Producer Steve Albini recalled working on Nirvana's final studio album, In Utero, and said he chose to keep his relationship with the late-Kurt Cobain strictly professional. In a new interview with Kerrang! he revealed, "I didn’t try to become a bosom buddy of his, because I knew that everyone around him was trying to weasel their way into his world parasitically, and I wanted him to know that he didn’t have to worry about that with me. So I never pressed him for any personal intimacy."
He added, "But I got to see him at work, and I saw that he was extremely serious about his music, and his passion was genuine. I think that’s what people responded to, because he had a distinctive voice. I grew to respect him as an artist and as a person."
Albini refused to remix the album after Nirvana's label DGC demanded changes be made, and brought R.E.M. producer Scott Litt to soften the sound and remix its singles. Albini admitted that going against the brass ended up hitting him where it hurt: "There was a backlash for sure after the publicity around that record. I was persona non grata with the big record labels, and I had a rough financial year after the release of that record, because my work with artists on those labels all dried up. But I reverted to working with underground bands."
Nirvana biographer Charles R. Cross told us that Kurt Cobain had a complicated relationship with success: ["When Kurt became popular and he started hanging out with people in alternative rock, he still felt the same kind of clique that he had felt earlier in life. Nirvana were very successful, Kurt definitely was a mainstream artist, he wanted that punk cred, but I think in some ways he felt like that the requirement that he be unsuccessful sort of doomed his capacity to truly be a punk."] SOUNDCUE (:24 OC: . . . be a punk.)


TRY IT:
Without the pictures, retype exactly the lines from the top of the entries below through the line that contains "Image is 644x295 pixels.".

BEGIN SUPPLIED DATA

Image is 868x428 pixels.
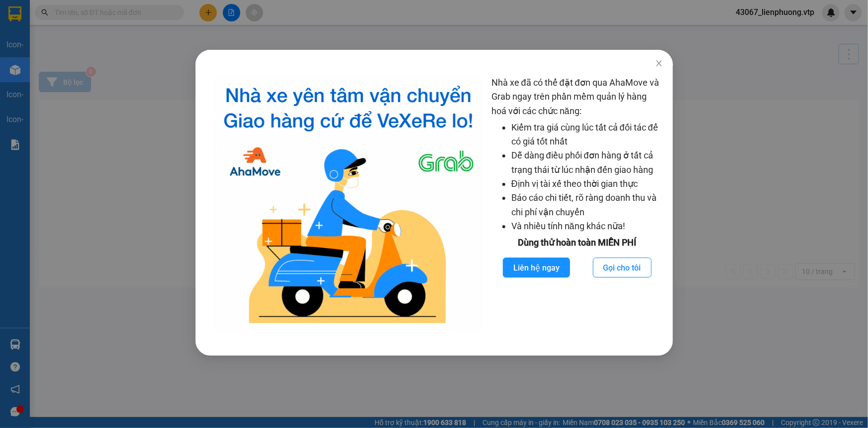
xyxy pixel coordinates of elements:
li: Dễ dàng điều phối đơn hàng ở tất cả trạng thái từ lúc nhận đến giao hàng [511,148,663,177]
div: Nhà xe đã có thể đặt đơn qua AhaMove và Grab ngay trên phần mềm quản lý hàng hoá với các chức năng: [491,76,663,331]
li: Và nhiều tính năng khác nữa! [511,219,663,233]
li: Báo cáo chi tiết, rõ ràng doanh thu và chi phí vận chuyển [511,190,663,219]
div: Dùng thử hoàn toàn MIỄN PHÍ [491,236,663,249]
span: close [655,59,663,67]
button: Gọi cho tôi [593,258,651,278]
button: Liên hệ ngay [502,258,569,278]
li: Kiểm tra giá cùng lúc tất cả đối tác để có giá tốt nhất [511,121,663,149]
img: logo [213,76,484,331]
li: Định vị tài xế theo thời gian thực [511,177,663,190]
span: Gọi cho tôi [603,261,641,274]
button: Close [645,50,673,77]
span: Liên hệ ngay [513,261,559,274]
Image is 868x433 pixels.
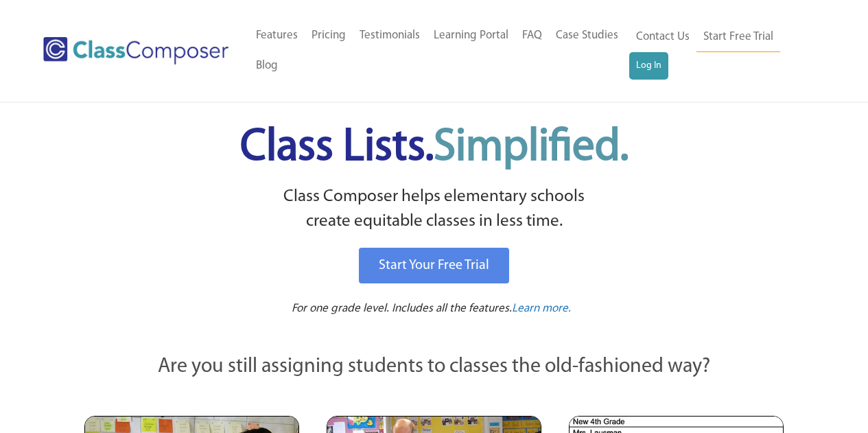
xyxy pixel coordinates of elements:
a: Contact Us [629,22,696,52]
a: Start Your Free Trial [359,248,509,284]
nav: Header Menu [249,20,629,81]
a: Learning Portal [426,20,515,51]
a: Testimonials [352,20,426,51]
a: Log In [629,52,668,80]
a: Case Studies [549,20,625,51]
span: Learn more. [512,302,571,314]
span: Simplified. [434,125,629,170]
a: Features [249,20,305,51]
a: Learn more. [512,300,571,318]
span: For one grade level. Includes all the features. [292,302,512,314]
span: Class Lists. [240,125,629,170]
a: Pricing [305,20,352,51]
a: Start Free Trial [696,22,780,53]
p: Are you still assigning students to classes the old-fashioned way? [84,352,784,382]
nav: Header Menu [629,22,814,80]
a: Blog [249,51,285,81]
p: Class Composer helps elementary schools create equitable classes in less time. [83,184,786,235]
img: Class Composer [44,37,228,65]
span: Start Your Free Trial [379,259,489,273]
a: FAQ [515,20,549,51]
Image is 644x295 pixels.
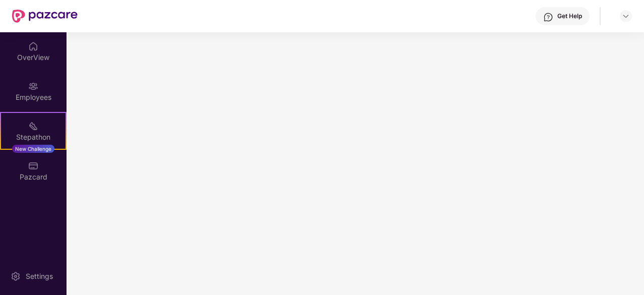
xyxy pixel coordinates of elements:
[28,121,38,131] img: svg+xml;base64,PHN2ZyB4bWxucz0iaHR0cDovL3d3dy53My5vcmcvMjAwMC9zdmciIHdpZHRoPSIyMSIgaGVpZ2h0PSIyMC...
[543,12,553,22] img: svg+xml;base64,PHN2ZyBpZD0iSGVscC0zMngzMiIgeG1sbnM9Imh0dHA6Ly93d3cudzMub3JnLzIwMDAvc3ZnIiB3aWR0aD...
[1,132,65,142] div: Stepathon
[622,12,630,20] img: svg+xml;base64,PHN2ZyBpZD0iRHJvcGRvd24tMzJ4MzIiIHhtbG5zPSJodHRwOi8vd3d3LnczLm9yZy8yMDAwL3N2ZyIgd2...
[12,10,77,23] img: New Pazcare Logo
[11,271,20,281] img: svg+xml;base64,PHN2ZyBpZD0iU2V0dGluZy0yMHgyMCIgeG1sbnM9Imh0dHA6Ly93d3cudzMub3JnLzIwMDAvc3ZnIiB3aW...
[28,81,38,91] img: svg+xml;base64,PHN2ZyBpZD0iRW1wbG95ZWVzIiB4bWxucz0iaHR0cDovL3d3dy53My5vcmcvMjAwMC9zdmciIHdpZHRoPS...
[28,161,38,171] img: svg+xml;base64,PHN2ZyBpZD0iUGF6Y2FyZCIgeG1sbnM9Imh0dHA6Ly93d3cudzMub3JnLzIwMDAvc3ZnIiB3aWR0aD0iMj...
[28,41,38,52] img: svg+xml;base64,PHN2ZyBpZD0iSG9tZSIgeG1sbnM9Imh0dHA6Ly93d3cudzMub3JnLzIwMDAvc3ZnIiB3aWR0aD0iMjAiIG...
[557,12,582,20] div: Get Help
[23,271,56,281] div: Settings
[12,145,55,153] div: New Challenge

END SUPPLIED DATA

ANSWER FOR THIS EXERCISE:
Image is 868x428 pixels.
xyxy pixel coordinates of elements:
li: Dễ dàng điều phối đơn hàng ở tất cả trạng thái từ lúc nhận đến giao hàng [511,148,663,177]
div: Nhà xe đã có thể đặt đơn qua AhaMove và Grab ngay trên phần mềm quản lý hàng hoá với các chức năng: [491,76,663,331]
li: Và nhiều tính năng khác nữa! [511,219,663,233]
li: Báo cáo chi tiết, rõ ràng doanh thu và chi phí vận chuyển [511,190,663,219]
div: Dùng thử hoàn toàn MIỄN PHÍ [491,236,663,249]
span: close [655,59,663,67]
button: Gọi cho tôi [593,258,651,278]
button: Liên hệ ngay [502,258,569,278]
li: Kiểm tra giá cùng lúc tất cả đối tác để có giá tốt nhất [511,121,663,149]
img: logo [213,76,484,331]
li: Định vị tài xế theo thời gian thực [511,177,663,190]
span: Gọi cho tôi [603,261,641,274]
button: Close [645,50,673,77]
span: Liên hệ ngay [513,261,559,274]
Image is 868x433 pixels.
xyxy pixel coordinates of elements:
a: Contact Us [629,22,696,52]
a: Start Your Free Trial [359,248,509,284]
nav: Header Menu [249,20,629,81]
a: Learning Portal [426,20,515,51]
a: Testimonials [352,20,426,51]
a: Log In [629,52,668,80]
a: Case Studies [549,20,625,51]
span: Learn more. [512,302,571,314]
span: Simplified. [434,125,629,170]
a: Features [249,20,305,51]
a: Learn more. [512,300,571,318]
span: For one grade level. Includes all the features. [292,302,512,314]
span: Class Lists. [240,125,629,170]
a: Pricing [305,20,352,51]
a: Start Free Trial [696,22,780,53]
p: Are you still assigning students to classes the old-fashioned way? [84,352,784,382]
nav: Header Menu [629,22,814,80]
a: Blog [249,51,285,81]
p: Class Composer helps elementary schools create equitable classes in less time. [83,184,786,235]
img: Class Composer [44,37,228,65]
span: Start Your Free Trial [379,259,489,273]
a: FAQ [515,20,549,51]
Image is 644x295 pixels.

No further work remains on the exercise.